My first two pickings produced half a pail to a pailful in a three-hour day. This is considered by regular pickers as awfully slow. That’s correct, but then I qualify my comment by saying the berries were huge and succulent. Though there were only a few berries per bush where I was picking, I still picked enough to freeze, some to make jam, and a few to eat with my morning cereal.
When I pick, I’m steady and stick to it. Even if I’m in a patch with only a few berries, I pick the bushes clean before moving on to look for a better crop. In fact, I don’t mind picking the little black berries along with the larger ones — they’re all delicious. My hunkering down in one patch and staying there until the berries are finished bothered my kids when I took them along. They simply wanted to wander, and they clearly only wanted the marble-sized berries.
I used to be able to pick a pail of huckleberries at about the same rate as other pickers. Now, I lag behind, clearly demonstrated by my son finishing his pail at least a half hour ahead of me. I noticed my “slowness” too a couple of years ago when I took my college friend picking up near Nancy Greene Park.
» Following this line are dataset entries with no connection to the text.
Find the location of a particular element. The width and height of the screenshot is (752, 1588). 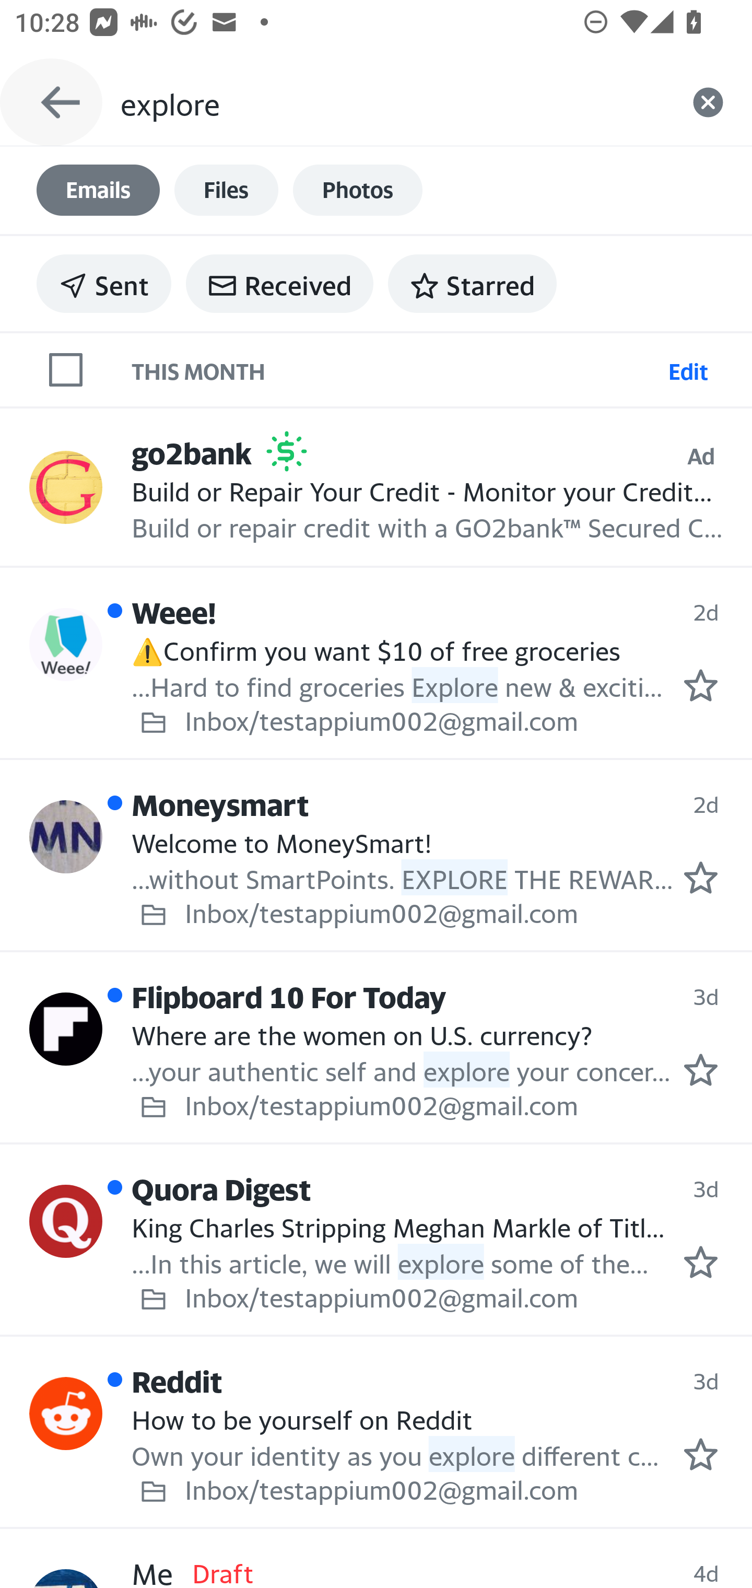

Sponsored is located at coordinates (286, 451).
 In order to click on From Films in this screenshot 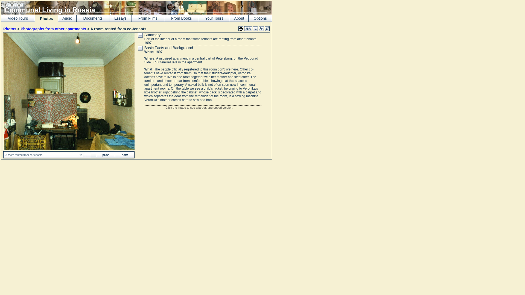, I will do `click(148, 18)`.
He hadn’t picked huckleberries before, and he ended up with more than I had.
My excuse is that I pick “clean”, and many of my friends pick leaves and berries.
Most of my huckleberry friends ramble while they pick. My long-time former-teacher friend covers the entire plot by the time we’re ready to head home. My older friend who grew up on huckleberries wanders here and there, picking away and whistling. A few days ago, my son travelled around the entire patch on the cliffside — and still outpicked “steady” me.
When I lived on the prairies, I was a champion picker of saskatoons (service berries). I discovered, however, that no one here in the mountain valleys of B.C. will eat saskatoons if huckleberries are available. The mountain saskatoons are much too woody even though the flavour is similar to the prairie saskatoons.
Later, living at the Coast, we picked saskatoons, made saskatoon tarts, and told our new friends they were in for a treat. They tasted them, but they wouldn’t eat them. They told us huckleberry tarts were far superior, and after they brought huckleberry tarts to our house, we had to agree with them. Now I only pick huckleberries.
I may browse on a few saskatoon berries on my way to the dark-purple and black huckleberries somewhere up ahead, but I leave the bulk of the saskatoons for the bears.
It’s especially pleasant to pick huckleberries early in the season. They’re always available up where the Kinnaird Park Community Church is located and along many of the nearby trails as far south as the Kinnaird bench. Early on, they’re evident along several fairways at the local golf course. Often they can be found in mid-July in the Merry Creek trail areas.
Beyond that, would-be pickers will have to wait until late July and head up to Nancy Greene Lake, to the Bombi summit trails, or up to sites on Rover Creek. The best patch, if you can get there, is in the high country of Goose Creek. It takes a bit of exploring and a touch of luck, but there are huckleberries to be found.